Shani Mootoo

Deborah Root’s portrait of well-known Canadian queer rights and AIDS activist Tim McCaskell and his partner, Trinidadian-Canadian filmmaker Richard Fung, attests to much more than the simple fact of two lives that have survived four decades together in a city, country, world, which have been, to varying degrees, hostile to same-sex relationships. 

The choice of the tondo as the framing device for this particular theme immediately suggests a marriage of harmony and contradiction — the tondo’s shape is both a container and a refusal of containment, and contributes to the global, narrative nature of the portrait. The direct gaze of the two men who occupy the painting’s center suggests a contemporary and queer replacement of the man-woman dichotomy of the iconic painting American Gothic, which represents the tillers and toilers of the land. In Root’s image, McCaskell and Fung express desire for and actual participation in a larger world — the expected backdrop of portraiture is replaced by suggestions of world travel and adventure. McCaskell has taken a moment to look up at us from reading his newspaper. Shirtless, with the paper spread on a table, one can imagine that this inquiry into the state of the world is part of his early and daily routine. Next to him, seated, Fung easily cradles in his lap the strange, flamboyantly vermillion Andean bird, the male cock-of-the-rock, bringing to mind images of Madonnas and the infant Jesus, such as Michelangelo’s Doni Tondo of Jesus and his family. 

Here, the protective cradling of the bird not only flies in the face of the notion of ‘wild,’ which supposedly distinguishes and separates what is human from what is animal — and what is homosexual and therefore deviant from what is heterosexual and proscriptive of societal norms — but disavows the dangerous notion, seen in the dire state of the environment today, of a hierarchy that puts humans above animals and pits us against each other and nature. In Divine Idyll (Richard and Tim), Root counters this false hierarchy, and any related notion of heterosexual stewardship of land and culture, by simultaneously challenging the still dominant Christian-mimicking notions of traditional marriage, family, and domesticity.

Divine Idyll (Richard and Tim). Deborah Root.

Root’s tondo is the container for this couple’s place in the world, and the choice of images within are both a record and an attestation of two lives fully lived, actively engaged with the world of which they are both a part, two cultural icons refusing marginalization. Rendered in Root’s luminous, highly-colored palette the subjects are ennobled — there are no shadowed faces here, no one looking off into darkened spaces, all is light, bright, lending an air of both celebration and comfortable ordinariness. McCaskell and Fung are besotted with the world in which they live, with long-distance, cross-ocean travel, and with their love of nature and wild spaces. Their connection to the tropics, woven into their experience of home, is represented by the array of house plants that climb the trellis and populate the deck of the subjects’ house, reminding us that plants require the kind of tending that can only be provided by stability, regular scheduling, and the hope of certainty. Fung and McCaskell have managed to create their lives in a way where they are in charge of their own identities, living life to their fullest capabilities, as queer men, and as humans entitled to all the pleasures, responsibilities, and entitlements of any human being living in an enlightened society.

In the introductory essay to his book Nature’s Wild, curator Andil Gosine speaks of Lorraine O’Grady’s work showing “lines drawn by sexual engagement as floating markers at a range of simultaneous levels — multiple horizontal axes, in physical contests where the stakes are entitlement to acknowledgment, presence and representation, and humanity.” Root’s choices are in the employ of these very streams; she, too, uses multiple axes; although, given the narrative of the specific lives at the painting’s center, her axes necessarily veer off, are not quite horizontal, and yet — or perhaps, therefore — are not contesting. They are, rather, embracing of other axes, managing — again, because of the specificity of Root’s subjects — to display those desired and necessary effects of presence, representation, and humanity — for example, the banners of ocean and sky, neither of which conforms to gravity as befits horizons, and punctuated by airplanes in flight, speak of desire and desire for participation; the one at the center, woven behind the two men and running uphill the width of the tondo, represent the seventies era of kiss-ins, recording not only desire, but a necessary protest by a generation of same-sex activists, including the painting’s subjects, for social change and acknowledgment; while a cameo-like image of McCaskell, who has used his voice for societal change from as early as the seventies and continuing to the present as an activist and speaker, is itself an affirmation of a life’s vital presence and humanity.

Root’s painting records these particular subjects’ versions of insistence on acknowledgment, representation, and humanity, not only for themselves, but for all who find themselves pitted in the foolish but dangerously real contest between what is seen and condemned as wild, what is natural, and what it means to insist on one’s full participation in the citizenship of a place. 

Shani Mootoo is a Trinidadian-Canadian novelist, poet and painter. Her most recent publication is Starry Starry Night.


▶ Task goal
Reproduce the entries shown below only from the line with "What do you see at coordinates (210, 277)" down to the line with "This screenshot has width=856, height=386.", keeping both end lines and copying each one exactly.

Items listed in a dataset
....

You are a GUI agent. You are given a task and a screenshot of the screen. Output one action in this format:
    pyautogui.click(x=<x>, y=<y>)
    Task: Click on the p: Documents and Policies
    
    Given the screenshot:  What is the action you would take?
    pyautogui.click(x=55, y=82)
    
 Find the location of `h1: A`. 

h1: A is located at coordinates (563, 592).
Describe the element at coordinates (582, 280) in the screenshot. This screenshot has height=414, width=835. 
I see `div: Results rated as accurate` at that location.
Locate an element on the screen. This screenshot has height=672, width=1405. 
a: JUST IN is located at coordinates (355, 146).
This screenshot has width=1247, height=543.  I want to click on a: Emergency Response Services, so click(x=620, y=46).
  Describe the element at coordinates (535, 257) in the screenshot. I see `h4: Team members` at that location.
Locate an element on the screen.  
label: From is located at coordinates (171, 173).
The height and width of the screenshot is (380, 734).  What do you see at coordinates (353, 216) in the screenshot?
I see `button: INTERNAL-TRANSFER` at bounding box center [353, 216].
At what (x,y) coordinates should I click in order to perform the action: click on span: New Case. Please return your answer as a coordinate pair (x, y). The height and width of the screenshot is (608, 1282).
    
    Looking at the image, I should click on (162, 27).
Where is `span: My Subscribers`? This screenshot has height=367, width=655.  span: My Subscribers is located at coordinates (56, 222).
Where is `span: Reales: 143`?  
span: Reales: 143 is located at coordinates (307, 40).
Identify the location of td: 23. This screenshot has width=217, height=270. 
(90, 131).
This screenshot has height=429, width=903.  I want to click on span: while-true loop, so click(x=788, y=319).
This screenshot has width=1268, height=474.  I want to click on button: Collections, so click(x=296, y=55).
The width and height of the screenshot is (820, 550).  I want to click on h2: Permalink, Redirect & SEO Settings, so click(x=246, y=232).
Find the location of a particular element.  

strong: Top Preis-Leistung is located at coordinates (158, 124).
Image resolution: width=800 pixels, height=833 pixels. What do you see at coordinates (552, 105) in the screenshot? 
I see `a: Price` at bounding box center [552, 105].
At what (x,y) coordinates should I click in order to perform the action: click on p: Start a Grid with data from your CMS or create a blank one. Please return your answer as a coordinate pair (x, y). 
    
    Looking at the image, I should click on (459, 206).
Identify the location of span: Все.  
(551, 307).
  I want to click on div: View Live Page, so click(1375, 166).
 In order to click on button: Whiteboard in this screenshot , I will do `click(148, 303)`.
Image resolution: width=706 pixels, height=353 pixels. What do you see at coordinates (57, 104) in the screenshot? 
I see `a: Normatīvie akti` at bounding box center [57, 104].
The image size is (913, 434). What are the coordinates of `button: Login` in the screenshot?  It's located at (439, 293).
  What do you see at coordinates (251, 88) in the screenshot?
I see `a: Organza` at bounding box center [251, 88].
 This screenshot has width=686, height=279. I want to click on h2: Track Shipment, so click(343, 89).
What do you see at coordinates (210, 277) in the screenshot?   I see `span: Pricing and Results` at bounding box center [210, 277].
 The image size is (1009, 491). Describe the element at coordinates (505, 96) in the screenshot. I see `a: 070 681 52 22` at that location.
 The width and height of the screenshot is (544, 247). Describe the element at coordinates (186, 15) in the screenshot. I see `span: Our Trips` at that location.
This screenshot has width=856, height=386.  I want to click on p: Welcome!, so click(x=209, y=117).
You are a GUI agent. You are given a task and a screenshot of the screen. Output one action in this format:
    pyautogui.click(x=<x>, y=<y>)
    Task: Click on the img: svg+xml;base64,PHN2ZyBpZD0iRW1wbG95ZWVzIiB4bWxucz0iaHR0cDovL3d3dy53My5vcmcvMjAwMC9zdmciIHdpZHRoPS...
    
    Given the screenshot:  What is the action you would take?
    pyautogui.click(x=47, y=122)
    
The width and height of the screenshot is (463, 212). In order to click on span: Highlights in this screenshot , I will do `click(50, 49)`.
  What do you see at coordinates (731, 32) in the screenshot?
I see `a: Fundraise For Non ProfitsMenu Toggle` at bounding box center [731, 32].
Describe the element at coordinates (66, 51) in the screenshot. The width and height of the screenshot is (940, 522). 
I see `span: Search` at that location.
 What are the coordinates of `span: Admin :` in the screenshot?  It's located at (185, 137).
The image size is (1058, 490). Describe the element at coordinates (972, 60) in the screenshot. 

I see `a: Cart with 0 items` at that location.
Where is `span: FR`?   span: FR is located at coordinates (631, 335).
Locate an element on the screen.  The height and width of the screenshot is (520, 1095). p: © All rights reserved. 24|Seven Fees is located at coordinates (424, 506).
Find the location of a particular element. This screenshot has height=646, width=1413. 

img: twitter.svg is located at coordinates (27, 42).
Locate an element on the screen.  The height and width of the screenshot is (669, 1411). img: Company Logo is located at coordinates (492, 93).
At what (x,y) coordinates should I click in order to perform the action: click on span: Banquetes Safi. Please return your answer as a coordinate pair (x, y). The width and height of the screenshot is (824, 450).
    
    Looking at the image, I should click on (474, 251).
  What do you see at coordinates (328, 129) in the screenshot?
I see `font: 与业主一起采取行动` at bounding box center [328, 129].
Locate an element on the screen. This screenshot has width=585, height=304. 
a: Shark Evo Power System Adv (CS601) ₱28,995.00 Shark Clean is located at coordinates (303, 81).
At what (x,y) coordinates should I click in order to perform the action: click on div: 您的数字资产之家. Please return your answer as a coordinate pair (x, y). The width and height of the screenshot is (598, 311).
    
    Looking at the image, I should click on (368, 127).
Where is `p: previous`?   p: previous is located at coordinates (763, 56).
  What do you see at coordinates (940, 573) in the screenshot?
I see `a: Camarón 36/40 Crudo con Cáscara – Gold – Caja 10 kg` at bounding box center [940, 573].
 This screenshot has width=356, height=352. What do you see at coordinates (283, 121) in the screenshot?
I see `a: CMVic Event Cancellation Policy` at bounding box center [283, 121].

....

▶ Result for this task
What do you see at coordinates (210, 277) in the screenshot?   I see `span: Pricing and Results` at bounding box center [210, 277].
 The image size is (1009, 491). Describe the element at coordinates (505, 96) in the screenshot. I see `a: 070 681 52 22` at that location.
 The width and height of the screenshot is (544, 247). Describe the element at coordinates (186, 15) in the screenshot. I see `span: Our Trips` at that location.
This screenshot has width=856, height=386.  I want to click on p: Welcome!, so click(x=209, y=117).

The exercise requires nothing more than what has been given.